The making of two Atchafalaya Basin bass-fishing experts

Kevin Diez is an old friend.

I first met him fishing. We were both belly deep in the water at Elmer’s Island, clobbering speckled trout and white trout.

We were the only two on the island and the fishing was easy, so we started talking.

But I really got to know him over food. We cleaned the fish on the tailgate of my truck. Kevin’s ride was a well-worn white panel wagon with “Diez Seafood” painted on the side.

It was built like the chuck wagons used on the old-time cattle drives. He opened the back and started cooking, right there on the beach.

Fish never tasted so good.

Our paths have crossed many times since that day 35 years ago.

The man everybody now knows as “Chef KD” grew up in Dutchtown. He is still slender and youthfully handsome, although at 61 he is not quite the cherub I met surf fishing.

Diez grew up fishing and hunting. His father, Sterling, would take him and his brother Dale bass fishing in a 14-foot homemade plywood boat.

“He would scull the boat with one a wooden paddle held in one hand,” Diez reminisced. “He would discipline us with the same paddle.”

The Diez family went to Grand Isle every summer. They raised and sold tomatoes; that was the money they used to go to the island.

“I always had a passion to fish and hunt,” Diez said. “We would ride our bikes to catch pollywogs (aka bullhead catfish) in ponds and set nets for crawfish in the Bluff swamps. I would leave in the morning with a gun, matches, and salt and pepper. Whatever I would kill I would cook.

“When I was 10 or 12, me and friends went camping, and I cooked a Vienna sausage jambalaya. It was disgusting.”

In spite of the heritage, he drifted away from the outdoors after high school, when he traveled as a construction worker.

His travels did one thing.

“I realized how special our cooking was,” Diez said. “When I got the envie for something, I would call Mom and Dad.

“Everywhere I traveled, I always cooked. While I was home between jobs, I visited my parrain’s old-timey grocery — Diez Grocery — on Highway 74 in Ascension Parish.

“He told me the place was for sale and his kids didn’t want it. I decided that I wanted a restaurant and bought it. That night I went out to celebrate and met Collette DeGrue. She became my wife.”

The restaurant, Diez Seafood, opened in 1983. It was popular, but his inexperience showed. Running a restaurant, he learned was about a lot more than cooking. It was unprofitable. A hired restaurant consultant found that the mathematics of making a profit in his location was poor.

It was during the stress of running a restaurant that Diez started to fish again.

“It gave me peace and quiet,” he said. “My prayer closet was in the outdoors.

“A friend explained to me about Pro-Am Bass Circuit. I did well enough to think I could compete, and I bought a small bateau. I made enough out of it to buy my first bass boat. It was the last profit I ever made from fishing.”

What was profitable, though, was the catering business (Chef KD Louisiana Legends, 225-673-8801) he founded at the same time as his restaurant.

Diez parlayed the fishing and cooking connection into more. For eight years, he hosted a television show, Chef K.D.’s Outdoors and More, which he described as being “about living life in Louisiana — hunting, fishing, and cooking.”

Gene Hoover met Diez in tournament play and teamed up with him on the Fishers of Men National Tournament Trail, which Hoover described as “much like BASS but designed as an outreach ministry to promote nondenominational Christian values in tournament settings.”

A retired teacher, coach and for seven years a principal at Lutcher High School, Hoover is an imposing man. His 6-foot, 1-inch, 280-pound stature and silver goatee are considerably softened by his quick smile.

Like Diez, he began fishing young.

“My Uncle Max Catoire took me under his wing and got me hooked on fishing,” Hoover explained. “In high school, we would leave Laplace at 2 p.m. and drive to Venice to fish Southwest Pass.

“We would spend the night in a tent or in the boat at Burrwood; then fish the next day till noon. On Monday, we would sell them — white trout. The average trip was about 1,000 pounds. Schwegmann’s (a New Orleans grocery chain) would buy them at 30 cents a pound.”

After he began teaching, Hoover befriended Terry Bergeron, one of his students who was into competitive bass fishing. They started fishing together and had success.

He has been bass fishing ever since, and currently is youth director for Louisiana Bass Nation. Hoover bass fishes three or four days a week.

“I never get tired of it,” he grinned. “I don’t eat them, though. I eat speckled trout and sac-a-lait.”

About Jerald Horst 959 Articles
Jerald Horst is a retired Louisiana State University professor of fisheries. He is an active writer, book author and outdoorsman.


== PROBLEM REQUIREMENTS ==
Leaving out all images, return the entries below exactly.

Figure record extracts
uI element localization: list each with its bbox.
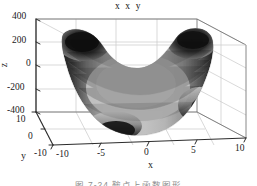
figure-plot-area: x x y [0,0,257,186]
plot-title: x x y [0,1,257,11]
y-tick-label-0: 0 [28,132,33,142]
y-tick-label-10: 10 [16,115,26,125]
z-tick-label-n200: -200 [7,83,24,93]
x-tick-label-n10: -10 [56,150,69,160]
y-axis-label: y [21,151,26,161]
figure-caption: 图 7-24 鞍点上函数图形 [0,178,257,186]
z-axis-label: z [0,63,9,67]
x-tick-label-5: 5 [191,146,196,156]
x-tick-label-10: 10 [235,144,245,154]
x-tick-label-n5: -5 [97,149,105,159]
x-axis-label: x [148,160,153,170]
z-tick-label-200: 200 [12,36,26,46]
y-tick-label-n10: -10 [34,149,47,159]
x-tick-label-0: 0 [144,148,149,158]
z-tick-label-400: 400 [12,12,26,22]
z-tick-label-0: 0 [26,59,31,69]
surface-mesh [58,25,222,141]
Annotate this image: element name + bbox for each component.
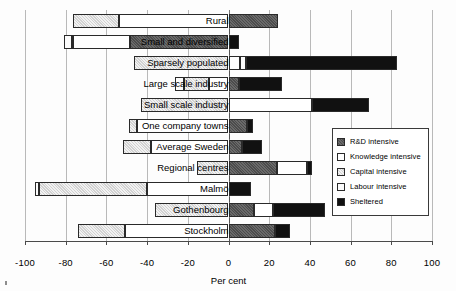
x-tick	[147, 241, 148, 245]
category-label: Small and diversified	[25, 35, 232, 49]
bar-segment	[242, 140, 262, 154]
bar-segment	[239, 77, 283, 91]
legend-swatch-icon	[337, 198, 345, 206]
legend-swatch-icon	[337, 153, 345, 161]
x-tick	[106, 241, 107, 245]
legend-label: Sheltered	[350, 197, 383, 206]
scan-artifact	[5, 281, 7, 285]
x-tick-label: -100	[5, 257, 45, 268]
x-tick	[66, 241, 67, 245]
zero-tick	[229, 155, 230, 160]
x-tick	[310, 241, 311, 245]
x-tick-label: 100	[412, 257, 452, 268]
x-tick-label: 20	[249, 257, 289, 268]
zero-tick	[229, 71, 230, 76]
zero-tick	[229, 92, 230, 97]
bar-segment	[229, 224, 276, 238]
legend-label: Labour intensive	[350, 182, 407, 191]
zero-tick	[229, 50, 230, 55]
category-label: Average Sweden	[25, 140, 232, 154]
bar-segment	[275, 224, 289, 238]
bar-segment	[307, 161, 312, 175]
zero-tick	[229, 197, 230, 202]
legend: R&D intensiveKnowledge intensiveCapital …	[332, 128, 429, 216]
bar-segment	[254, 203, 273, 217]
x-tick	[229, 241, 230, 245]
legend-item: R&D intensive	[337, 134, 424, 149]
zero-tick	[229, 176, 230, 181]
bar-segment	[229, 98, 312, 112]
legend-item: Labour intensive	[337, 179, 424, 194]
x-tick-label: -20	[168, 257, 208, 268]
bar-segment	[273, 203, 325, 217]
category-label: One company towns	[25, 119, 232, 133]
legend-swatch-icon	[337, 168, 345, 176]
category-label: Regional centres	[25, 161, 232, 175]
category-label: Rural	[25, 14, 232, 28]
x-tick	[432, 241, 433, 245]
legend-item: Knowledge intensive	[337, 149, 424, 164]
legend-item: Capital intensive	[337, 164, 424, 179]
category-label: Gothenbourg	[25, 203, 232, 217]
bar-segment	[229, 14, 279, 28]
bar-segment	[277, 161, 307, 175]
x-tick-label: 60	[331, 257, 371, 268]
x-tick	[391, 241, 392, 245]
zero-tick	[229, 29, 230, 34]
category-label: Malmö	[25, 182, 232, 196]
bar-chart: RuralSmall and diversifiedSparsely popul…	[0, 0, 456, 291]
x-tick-label: -60	[86, 257, 126, 268]
category-label: Large scale industry	[25, 77, 232, 91]
gridline	[432, 10, 433, 242]
legend-label: Capital intensive	[350, 167, 407, 176]
x-tick-label: -80	[46, 257, 86, 268]
x-tick-label: 40	[290, 257, 330, 268]
category-label: Small scale industry	[25, 98, 232, 112]
category-label: Sparsely populated	[25, 56, 232, 70]
bar-segment	[229, 182, 251, 196]
legend-swatch-icon	[337, 183, 345, 191]
x-tick	[269, 241, 270, 245]
bar-segment	[312, 98, 369, 112]
x-tick-label: 80	[371, 257, 411, 268]
legend-swatch-icon	[337, 138, 345, 146]
bar-segment	[246, 56, 398, 70]
zero-tick	[229, 113, 230, 118]
zero-tick	[229, 218, 230, 223]
legend-label: R&D intensive	[350, 137, 399, 146]
legend-label: Knowledge intensive	[350, 152, 421, 161]
bar-segment	[247, 119, 253, 133]
x-tick	[351, 241, 352, 245]
x-tick	[188, 241, 189, 245]
legend-item: Sheltered	[337, 194, 424, 209]
zero-tick	[229, 134, 230, 139]
x-tick-label: 0	[209, 257, 249, 268]
x-tick	[25, 241, 26, 245]
bar-segment	[229, 161, 278, 175]
x-axis-title: Per cent	[25, 275, 432, 286]
bar-segment	[229, 203, 254, 217]
category-label: Stockholm	[25, 224, 232, 238]
x-tick-label: -40	[127, 257, 167, 268]
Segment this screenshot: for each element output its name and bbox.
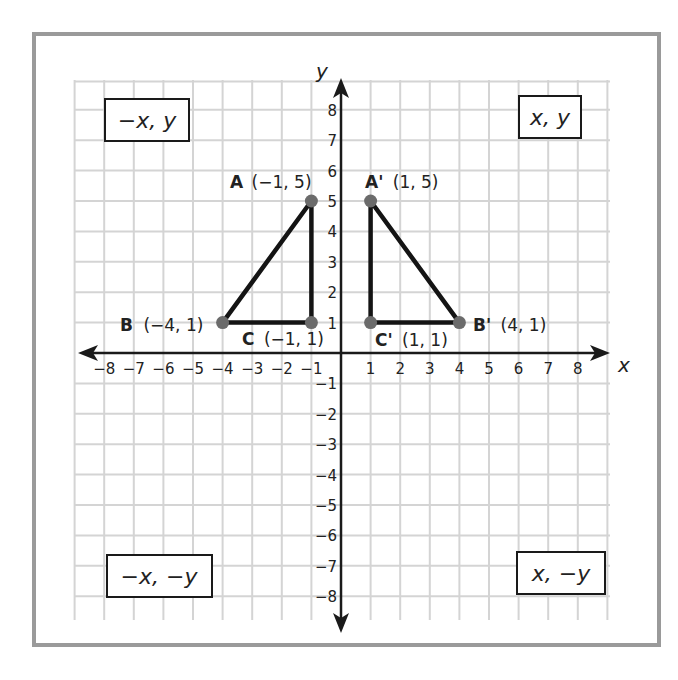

== RESPONSE BELOW ==
uI element localization: list each with its bbox.
figure-plot-area: x x y [0,0,257,186]
plot-title: x x y [0,1,257,11]
y-tick-label-0: 0 [28,132,33,142]
y-tick-label-10: 10 [16,115,26,125]
z-tick-label-n200: -200 [7,83,24,93]
x-tick-label-n10: -10 [56,150,69,160]
y-axis-label: y [21,151,26,161]
figure-caption: 图 7-24 鞍点上函数图形 [0,178,257,186]
z-axis-label: z [0,63,9,67]
x-tick-label-5: 5 [191,146,196,156]
x-tick-label-10: 10 [235,144,245,154]
x-tick-label-n5: -5 [97,149,105,159]
x-axis-label: x [148,160,153,170]
z-tick-label-200: 200 [12,36,26,46]
y-tick-label-n10: -10 [34,149,47,159]
x-tick-label-0: 0 [144,148,149,158]
z-tick-label-400: 400 [12,12,26,22]
z-tick-label-0: 0 [26,59,31,69]
surface-mesh [58,25,222,141]
Annotate this image: element name + bbox for each component.
x-tick	[147, 241, 148, 245]
category-label: Small and diversified	[25, 35, 232, 49]
bar-segment	[242, 140, 262, 154]
bar-segment	[239, 77, 283, 91]
legend-swatch-icon	[337, 198, 345, 206]
legend-swatch-icon	[337, 153, 345, 161]
x-tick	[106, 241, 107, 245]
legend-label: Sheltered	[350, 197, 383, 206]
scan-artifact	[5, 281, 7, 285]
x-tick-label: -100	[5, 257, 45, 268]
x-tick	[66, 241, 67, 245]
zero-tick	[229, 155, 230, 160]
x-tick	[310, 241, 311, 245]
x-tick-label: 100	[412, 257, 452, 268]
x-tick-label: 20	[249, 257, 289, 268]
zero-tick	[229, 71, 230, 76]
zero-tick	[229, 92, 230, 97]
bar-segment	[229, 224, 276, 238]
legend-label: Labour intensive	[350, 182, 407, 191]
zero-tick	[229, 50, 230, 55]
category-label: Average Sweden	[25, 140, 232, 154]
bar-segment	[275, 224, 289, 238]
bar-segment	[307, 161, 312, 175]
zero-tick	[229, 197, 230, 202]
legend: R&D intensiveKnowledge intensiveCapital …	[332, 128, 429, 216]
bar-segment	[254, 203, 273, 217]
x-tick	[229, 241, 230, 245]
legend-item: R&D intensive	[337, 134, 424, 149]
zero-tick	[229, 176, 230, 181]
bar-segment	[229, 98, 312, 112]
legend-item: Labour intensive	[337, 179, 424, 194]
x-tick-label: -20	[168, 257, 208, 268]
bar-segment	[273, 203, 325, 217]
category-label: One company towns	[25, 119, 232, 133]
legend-swatch-icon	[337, 168, 345, 176]
category-label: Regional centres	[25, 161, 232, 175]
category-label: Rural	[25, 14, 232, 28]
x-tick	[432, 241, 433, 245]
legend-item: Knowledge intensive	[337, 149, 424, 164]
legend-item: Capital intensive	[337, 164, 424, 179]
category-label: Gothenbourg	[25, 203, 232, 217]
bar-segment	[229, 14, 279, 28]
bar-segment	[277, 161, 307, 175]
x-tick-label: 60	[331, 257, 371, 268]
x-tick	[391, 241, 392, 245]
zero-tick	[229, 29, 230, 34]
category-label: Malmö	[25, 182, 232, 196]
bar-chart: RuralSmall and diversifiedSparsely popul…	[0, 0, 456, 291]
x-tick-label: -60	[86, 257, 126, 268]
category-label: Large scale industry	[25, 77, 232, 91]
gridline	[432, 10, 433, 242]
legend-label: Capital intensive	[350, 167, 407, 176]
x-tick-label: -80	[46, 257, 86, 268]
x-tick-label: 40	[290, 257, 330, 268]
category-label: Small scale industry	[25, 98, 232, 112]
category-label: Sparsely populated	[25, 56, 232, 70]
bar-segment	[229, 182, 251, 196]
legend-swatch-icon	[337, 183, 345, 191]
x-tick	[269, 241, 270, 245]
bar-segment	[312, 98, 369, 112]
x-tick-label: 80	[371, 257, 411, 268]
legend-swatch-icon	[337, 138, 345, 146]
bar-segment	[246, 56, 398, 70]
zero-tick	[229, 113, 230, 118]
zero-tick	[229, 218, 230, 223]
legend-label: R&D intensive	[350, 137, 399, 146]
legend-label: Knowledge intensive	[350, 152, 421, 161]
bar-segment	[247, 119, 253, 133]
x-tick	[351, 241, 352, 245]
x-tick	[188, 241, 189, 245]
legend-item: Sheltered	[337, 194, 424, 209]
zero-tick	[229, 134, 230, 139]
x-tick-label: 0	[209, 257, 249, 268]
x-tick	[25, 241, 26, 245]
bar-segment	[229, 161, 278, 175]
x-axis-title: Per cent	[25, 275, 432, 286]
bar-segment	[229, 203, 254, 217]
category-label: Stockholm	[25, 224, 232, 238]
x-tick-label: -40	[127, 257, 167, 268]
Segment this screenshot: for each element output its name and bbox.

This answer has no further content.